Today’s advisor is Dave Lukas, vice president and chief sales officer for Grasp Technologies. He walks through five steps to tackle a longstanding industry challenge. They include creating standards, feedback loops and service level agreements. He then implores business travel professionals to pursue continuous improvement.


Everywhere you look there is data. And everywhere you turn, someone is telling you to “do something” with it. You hear things like, “Data is the new oil.” And daily, you see articles about how data makes such a difference in travel. But as a travel manager or leader, do you ever get the feeling that you are missing something? Like there is some big data secret that others have figured out that is eluding you? You are told how important it is to get all the data you can, but in reality, you have to contend with the following:

• Travel and entertainment data is disparate and disjointed
• There are no data standards and limited to no integration between most T&E systems
• Your TMCs all do things differently internally in how they manage your travel
• Each travel program is different in strategy and requirements, and is following different data rules
• There is a broad spectrum of data quality

The last one is the biggest challenge, and the challenge that for most seems insurmountable. Even if you can get all your data together and on the same page, what good does it do if it is missing critical elements and is low in quality?

Grasp Technologies VP and chief sales officer Dave Lukas

Make no mistake, data is a critical lifeline of a travel program. It must be trusted because it is used to make decisions that affect individuals, productivity and a big controllable expense.

So, is it possible to get good quality data and improve the quality of data you get in your travel program? Yes. It is possible and, like anything worth doing, it takes some work. Here are five steps you can take in your travel program to help measure and improve data quality consistently.

1. Create standards

You as the travel manager or leader are in charge and thus can control the way you want your relationships to work. You can and should define the standards for the way that you will work with your vendors and make sure that everyone understands how you want to view and understand things. For example, define “domestic” and “international” for your program, define “point of sale,” determine true destination, prescribe how you apply currency, etc. Data quality starts with consistency and standards. We all know that achieving 100 percent perfection is not possible, but in the absence of any consistent set of standards, your data quality will suffer needlessly. Ask yourself, “What things can I standardize across my different data providers (TMC, expense, credit card, etc.)?”

2. Create a data correction and feedback loop

To improve data quality, you need to put in place or create a measurement system. This can be done by taking the standards you have created and setting up a specific metric for them that will be measured consistently. You will also want to set your ideal thresholds that your data partners will be held accountable to. For example, you could institute a measurement key performance indicator identifying a missing routing sequence in which you would tolerate that happening a certain percentage of the time, and measure your data partners against it. If anyone dips below that baseline, it would alert you to engage them. Ultimately, you want a scorecard of metrics that you can measure monthly and use to help your suppliers improve their data quality with you. What gets measured gets managed; but most importantly, don’t just manage. Take real action and work together to continuously improve.

3. Get a baseline or service level agreement

You will want to establish baselines for your data partners for each of your different metrics and make sure that the SLA you put in place reflects the need to meet or exceed those metrics from your scorecard. Making sure everyone is aligned will allow you to better analyze data at a glance to ensure performance and make it part of your weekly or monthly processes.

4. Apply standards to your reporting

Create a “go to” report library specific to the program and stakeholder needs. Make sure you are aligning it to your key metrics that drive the results and return on investment for your program. Additionally, use the 80/20 rule. Twenty percent of what you measure will produce 80 percent or more of the results, plus benefits to your travel program. Focus there first. An easy example is making sure that unused e-tickets are being managed and used properly alongside vouchers, etc. Reports should be calibrated to the standard definitions you have set. This avoids confusion and doubts regarding the data quality.

5. Stay consistent and realize the confidence from stakeholders

As you can tell, the key to getting better data quality is clarity of what you want to measure, consistency in measuring it and continuous improvement to get better. Your data partners are essential to making this work, and doing so requires true partnership. The net result is that everyone gets better. Your data gets better, the data partners get insight into their data and improve their offerings, and ultimately everyone gains the ability to operate at a higher level.

Make no mistake that there will be challenges to overcome in instituting a solid data quality program, but it can and should be done. When you can take your data quality and accuracy from, say, 40 percent to 80 percent, it is a whole new world for you and will unlock huge opportunities to run your business better. Employing the five steps above is a great start, but don’t stop there. Think about how you can continue to identify and improve. Engage your data partners. Make them part of the process. And commit to making it work.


Task objective: A word-for-word copy of the data is what's wanted, with no pictures.

Items listed in a dataset:
———

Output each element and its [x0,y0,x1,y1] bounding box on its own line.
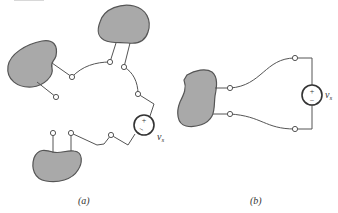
terminal-node [135,91,140,96]
terminal-node [292,126,297,131]
panel-b-label: (b) [250,195,262,207]
network-blob-top [98,5,149,43]
terminal-node [68,130,73,135]
terminal-node [53,94,58,99]
terminal-node [107,59,112,64]
source-label-a: vs [157,131,164,144]
terminal-node [108,132,113,137]
network-blob-left [8,41,57,87]
plus-sign: + [142,116,147,125]
circuit-figure: + − vs (a) + − vs (b) [0,0,338,213]
terminal-node [227,85,232,90]
panel-b: + − vs (b) [178,55,333,207]
terminal-node [69,74,74,79]
terminal-node [227,111,232,116]
minus-sign: − [310,96,315,105]
network-blob-bottom [33,150,81,181]
source-label-b: vs [325,89,332,102]
plus-sign: + [310,87,315,96]
terminal-node [50,130,55,135]
terminal-node [121,64,126,69]
network-blob-right [178,70,217,127]
panel-a-label: (a) [78,195,90,207]
panel-a: + − vs (a) [8,5,165,207]
terminal-node [292,55,297,60]
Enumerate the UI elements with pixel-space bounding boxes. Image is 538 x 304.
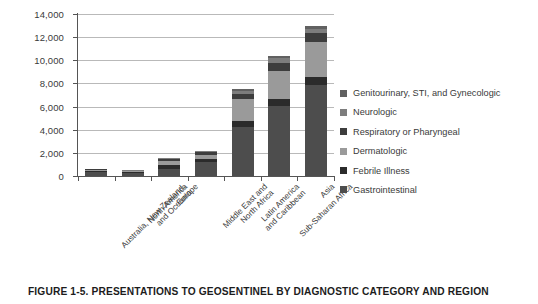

———

Solution for this task:
Output each element and its [x0,y0,x1,y1] bounding box on its own line.
terminal-node [135,91,140,96]
terminal-node [292,126,297,131]
panel-b-label: (b) [250,195,262,207]
network-blob-top [98,5,149,43]
terminal-node [68,130,73,135]
terminal-node [53,94,58,99]
terminal-node [107,59,112,64]
source-label-a: vs [157,131,164,144]
terminal-node [108,132,113,137]
network-blob-left [8,41,57,87]
plus-sign: + [142,116,147,125]
circuit-figure: + − vs (a) + − vs (b) [0,0,338,213]
terminal-node [227,85,232,90]
panel-b: + − vs (b) [178,55,333,207]
terminal-node [69,74,74,79]
terminal-node [227,111,232,116]
minus-sign: − [310,96,315,105]
network-blob-bottom [33,150,81,181]
source-label-b: vs [325,89,332,102]
plus-sign: + [310,87,315,96]
terminal-node [50,130,55,135]
terminal-node [121,64,126,69]
network-blob-right [178,70,217,127]
panel-a-label: (a) [78,195,90,207]
panel-a: + − vs (a) [8,5,165,207]
terminal-node [292,55,297,60]
Enumerate the UI elements with pixel-space bounding boxes. Image is 538 x 304.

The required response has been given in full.